How to Exclude Directories from Grep -R

How can I exclude directories from grep -R?

SOLUTION 1 (combine find and grep)

The purpose of this solution is not to deal with grep performance but to show a portable solution : should also work with busybox or GNU version older than 2.5.

Use find, for excluding directories foo and bar :

find /dir \( -name foo -prune \) -o \( -name bar -prune \) -o -name "*.sh" -print

Then combine find and the non-recursive use of grep, as a portable solution :

find /dir \( -name node_modules -prune \) -o -name "*.sh" -exec grep --color -Hn "your text to find" {} 2>/dev/null \;

SOLUTION 2 (using the --exclude-dir option of grep):

You know this solution already, but I add it since it's the most recent and efficient solution. Note this is a less portable solution but more human-readable.

grep -R --exclude-dir=node_modules 'some pattern' /path/to/search

To exclude multiple directories, use --exclude-dir as:

--exclude-dir={node_modules,dir1,dir2,dir3}

SOLUTION 3 (Ag)

If you frequently search through code, Ag (The Silver Searcher) is a much faster alternative to grep, that's customized for searching code.

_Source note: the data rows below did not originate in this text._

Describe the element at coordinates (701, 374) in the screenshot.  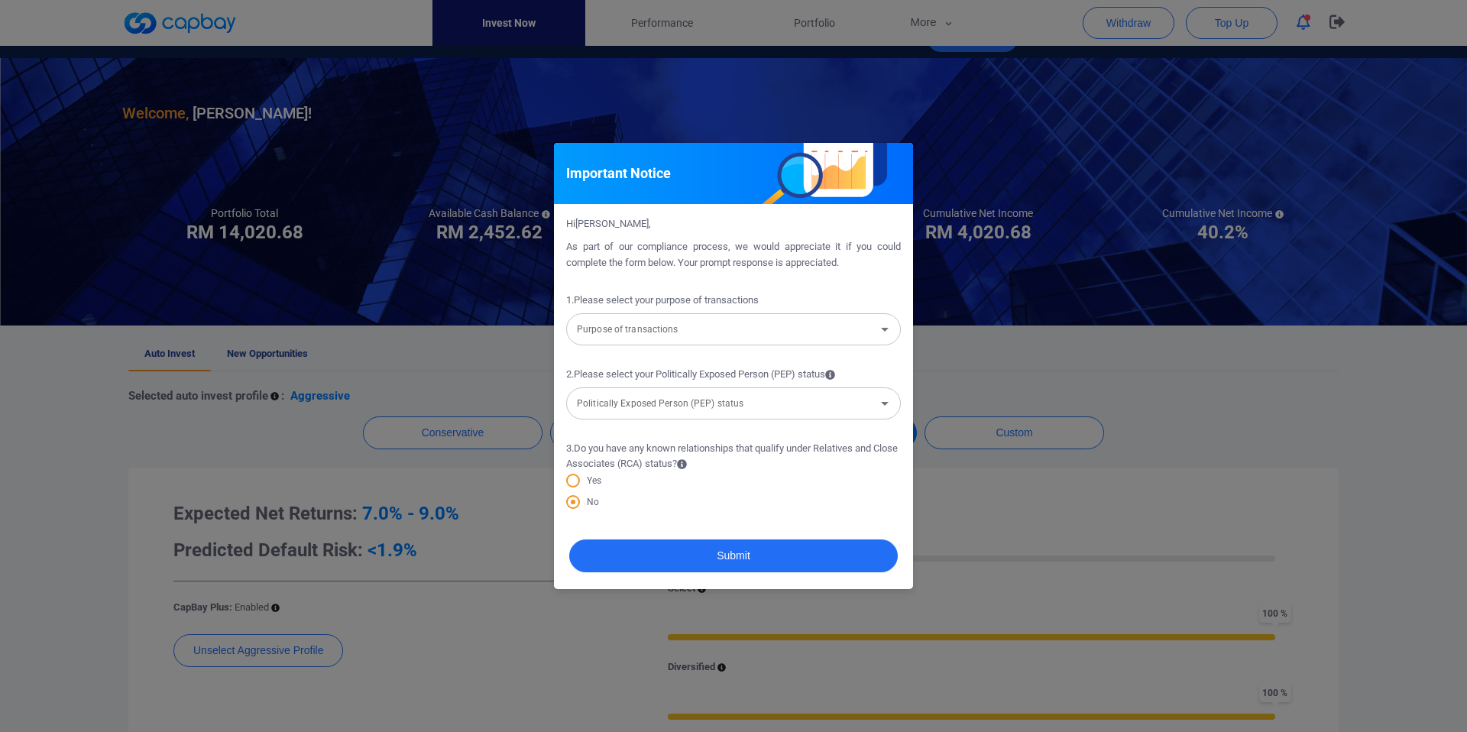
I see `span: 2 . Please select your Politically Exposed Person (PEP) status` at that location.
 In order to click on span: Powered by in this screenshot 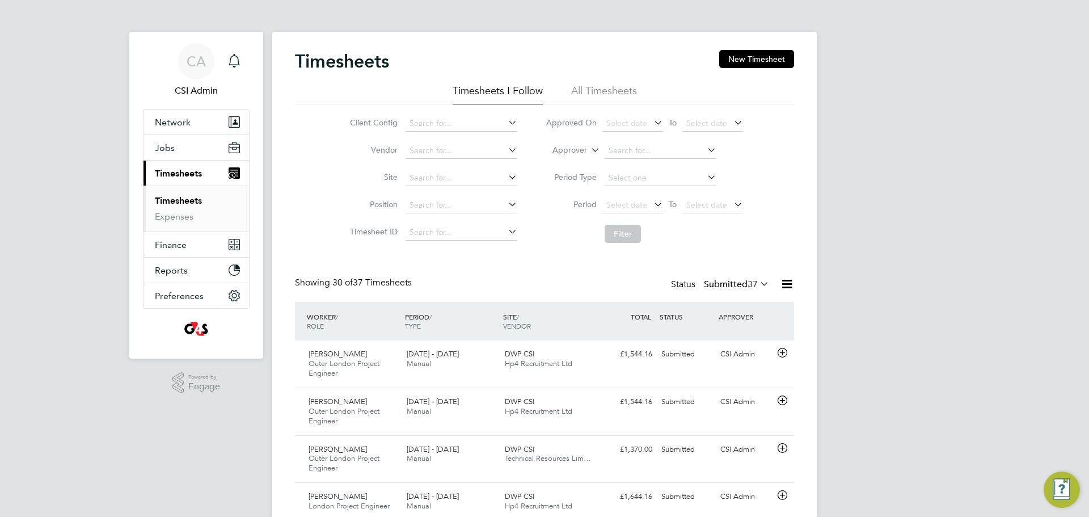, I will do `click(204, 377)`.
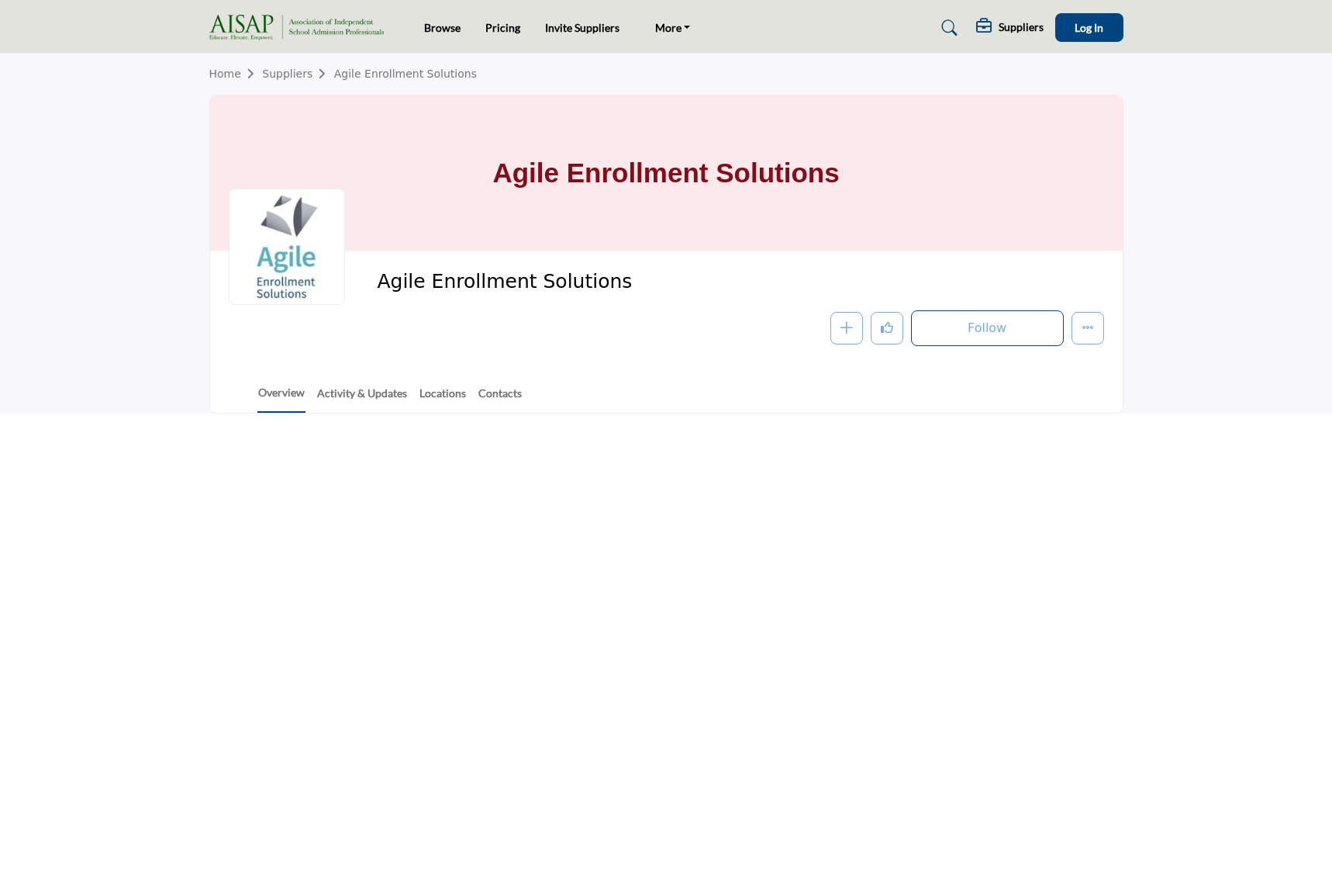 The height and width of the screenshot is (883, 1332). Describe the element at coordinates (665, 173) in the screenshot. I see `h1: Agile Enrollment Solutions` at that location.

For instance, it automatically ignores files and directories listed in .gitignore, so you don't have to keep passing the same cumbersome exclude options to grep or find.

Excluding directories with grep

This will work well

grep -rio --exclude-dir={ece,pytorch,sys,proc} 'hello' /

Note: This will also exclude other directories with same name.

Explanation:

Man page of grep gives below snippet

   --exclude-dir=GLOB
Skip any command-line directory with a name suffix that matches the pattern GLOB. When
searching recursively, skip any subdirectory whose base name matches GLOB. Ignore any
redundant trailing slashes in GLOB.

This means given pattern (GLOB) will be applied only to the actual name of the directory, and since a directory name don't contain / in its name, a pattern like /proc will never match.

Hence, we need to use --exclude-dir=proc or --exclude-dir=sys (or --exclude-dir={proc,sys}) just names for directories to be excluded without '/'.

How to exclude a directory in a recursive search using grep?

are you looking for this?

from grep man page:

--exclude-dir=DIR
Exclude directories matching the pattern DIR from recursive searches.

grep how to exclude sub directory

Using find you can exclude a whole path with slashes in it:

find . -path ./application/res -prune -o -type f -exec grep -l super {} +

Despite being more portable, this will be slower than grep -r. But as far as I'm concerned, GNU grep doesn't provide a mechanism for excluding paths.

exclude dir option in grep does not work as expected

The --exclude-dir flag of GNU grep takes a glob expression as an argument. The glob expression with more than items then becomes a brace expansion sequence which is expanded by the shell.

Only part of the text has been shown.